I don’t believe that I have seen in any discussion about test driven design or unit tests a requirement that a development team not have QA. Having a manager insist that unit testing means that developers are solely responsible for testing their code is indeed quite psychotic.

I am rather surprised that you can write code for six straight weeks without writing a single test and you can generate completely flawless code. For most developers, that’s far beyond our human capabilities.

Personally, I am a huge fan of the mantra that untested code is broken code. I work on a geographically dispersed team with a wide range of skills and areas of expertise, so tests help us coordinate our development, help provide examples of our APIs, and help prevent regression when we reogranize our code for maintainability and performance while retaining consistent behavior (some people call this process ‘refactoring’). A corner case always falls through the cracks when we rush and skip adding tests.
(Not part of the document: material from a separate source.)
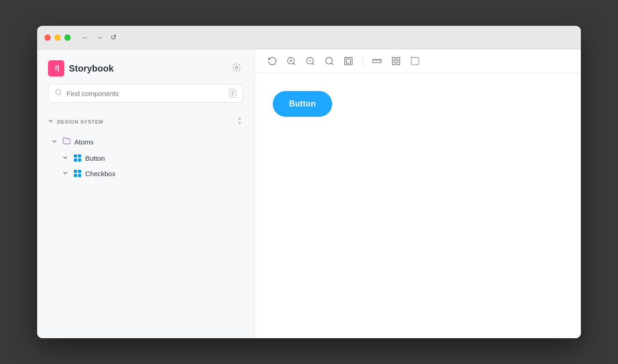 The image size is (618, 364). What do you see at coordinates (291, 61) in the screenshot?
I see `zoom-in-button` at bounding box center [291, 61].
This goes back to at least the 90s. There are two schools of thought: One, people hate nonsense. Two, people’s brains are a mush of associations and so doing whatever you can to make an interaction have the right feeling is a significant factor in manipulating people. Advertisers, lawyers, and politicians follow the latter. The classic statement “It’s not what you say but how you say it” also leans in one of these directions. I’m not sure of the weight of evidence in actual formal psycholinguistics, but it seems like at least a moderately difficult field to study (e.g., how to quantify people’s pre-communication disposition and biases and then correct for those while communicating).

That said, you (or anyone) may personally disagree. But that also means little scientifically because the concern is manipulating the greatest number of people, not any one individual (plural of anecdote is not data).